Context: Taylor is indefatigable. She’ll continue plowing through her songbook, re-recording her body of work to regain legal control of the publishing. In other musical predictions, Britney will go on a “Liberation” tour; Obama will join Springsteen on tour; Phish will play in space; the Beatles will play a reunion concert in the metaverse; somebody will break Ed Sheeran’s record for most-streamed song in history (3 billion for “Shape of You”); the Stones will announce their retirement, and this time it will be true.
Lightning Round
Republicans will pick up seats in the House and Senate in the mid-terms; Elon Musk tweets will land him in hot water with the SEC; Joe Biden will have some kind of mental faux pas during a presser that finally can’t be ignored; “The Power of the Dog” will win Best Picture at the Oscars; Tiger Woods will not win a PGA Tour event; the college football national championship will be declared by default; an NBA team will move; Major League Baseball won’t start the season until May; the Titans will win the Super Bowl; people will realize Mark Zuckerberg’s Metaverse is really just Second Life in 3D, collapsing the company’s stock; there will be a big merger of two U.S. oil companies; Portland will dissolve its police department and replace it with a Community Care Corps; several large cities, including Portland, will experience industrial-scale smash-and-grabs, with thousands of people fanning out in highly coordinated shoplifting sprees; Matthew McConaughey, after passing on the Texas governor’s race, will announce he’s running for President; and Phish will announce plans to play a New Year’s Eve run on the moon in 2030.

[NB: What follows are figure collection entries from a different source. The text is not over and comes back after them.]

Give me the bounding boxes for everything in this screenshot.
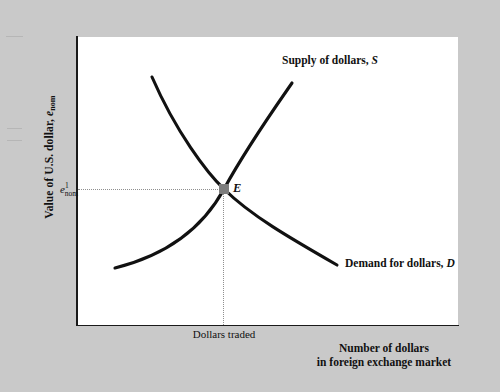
- x-axis-title-line-2: in foreign exchange market: [278, 355, 490, 369]
- equilibrium-point-marker: [219, 184, 229, 194]
- equilibrium-price-guide-line: [78, 189, 224, 190]
- figure-container: E Value of U.S. dollar, enom e1nom Suppl…: [0, 0, 500, 392]
- supply-curve-label-symbol: S: [371, 54, 377, 66]
- page-margin-mark: [6, 36, 23, 37]
- equilibrium-label: E: [233, 181, 241, 196]
- y-axis-title-subscript: nom: [48, 95, 57, 110]
- y-axis-tick-label: e1nom: [46, 181, 78, 198]
- demand-curve: [152, 77, 337, 265]
- x-axis-title-line-1: Number of dollars: [278, 341, 490, 355]
- equilibrium-quantity-guide-line: [223, 189, 224, 325]
- y-tick-subscript: nom: [65, 189, 78, 198]
- supply-curve: [115, 83, 292, 268]
- y-axis-title-symbol: e: [43, 111, 55, 116]
- x-axis: [76, 325, 459, 327]
- x-axis-title: Number of dollars in foreign exchange ma…: [278, 341, 490, 369]
- page-margin-mark: [7, 140, 22, 141]
- supply-curve-label: Supply of dollars, S: [282, 54, 378, 66]
- y-axis-title-text: Value of U.S. dollar,: [43, 116, 55, 219]
- demand-curve-label-symbol: D: [446, 257, 454, 269]
- page-margin-mark: [7, 128, 22, 129]
- x-axis-tick-label: Dollars traded: [159, 328, 289, 340]
- scan-artifact: [399, 278, 413, 302]
- demand-curve-label: Demand for dollars, D: [345, 257, 455, 269]
- demand-curve-label-text: Demand for dollars,: [345, 257, 446, 269]
- supply-curve-label-text: Supply of dollars,: [282, 54, 371, 66]
- y-axis-title: Value of U.S. dollar, enom: [43, 47, 57, 267]
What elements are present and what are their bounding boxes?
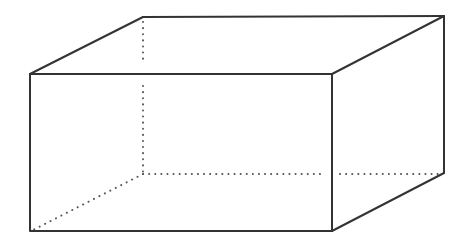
hidden-edges [33,22,440,230]
visible-edges [30,16,444,231]
hidden-edge-bottom-left-depth [33,174,143,230]
edge-top-right-depth [332,16,444,74]
front-face [30,74,332,231]
cuboid-diagram [0,0,469,246]
edge-top-left-depth [30,17,143,74]
edge-back-top [143,16,444,17]
edge-bottom-right-depth [332,173,444,231]
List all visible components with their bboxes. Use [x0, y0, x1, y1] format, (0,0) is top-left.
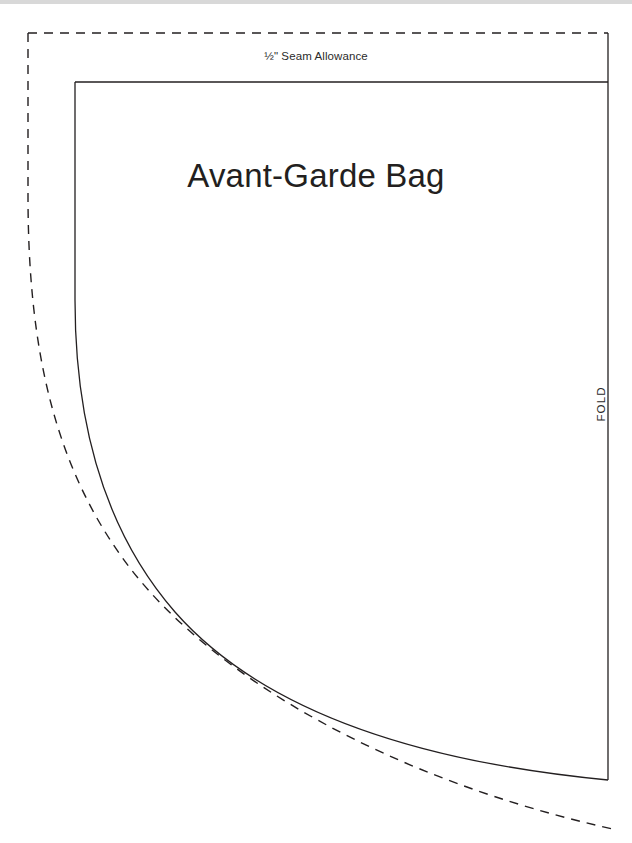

Final Bonus Prediction: The “Why Not?” Response
Sometimes popular culture sends up little flares that point to what the future might look like. There were two flares pointing in the same direction this year. In “Succession,” elder son and political striver Connor is obsessed with getting married to Willa, his much younger girlfriend-for-hire. He thinks it will help set him up for his presidential run. Willa knows he’s a loser and plays coy and noncommittal until they’re waiting for a car at a family wedding in Italy. Connor’s frustrated about everything and Willa senses it. “Fuck it,” she says. “Fuck it, let’s do it. How bad can it be?” Not very romantic, but Connor got the answer he wanted. In “Don’t Look Up,” Jennifer Lawrence, a doctoral candidate who’s discovered a comet the size of Mt. Everest headed straight toward Earth but is unable to convince anyone that it’s real, is adrift in spirit and emotion. Finally, when there’s only a few weeks to live, she goes home to her parents and gets a job in a liquor warehouse and ends up partying in an alley one night with some 20-something slackers. One of them tries to make out and she’s repelled. But a second later she says, “Fuck it, we’re all gonna die,” and they lock lips.
I think a lot of us are prepared to say “why not?” in 2022. It’s been a rough couple of years. We’ve hunkered down and minimized risk-taking to a fault. In 2022, we’re coming out of our shells. It’s risk-on, but we’re getting used to it. The default response in 2020 and 2021 was “no.” In 2022, it will be more of a “why not?” or Willa’s more profane, but also more poetic response. I think we’re all ready to move forward, even if imperfectly. See you on the other side.
(These predictions were crowd-sourced from a wide circle of advisors, including Jessie and Breton Birkhofer, Don and Pam Yarrow, John and Jack McIver, Josh Haynes, Rob Debuce and Boyd Pearson. Thanks to all.)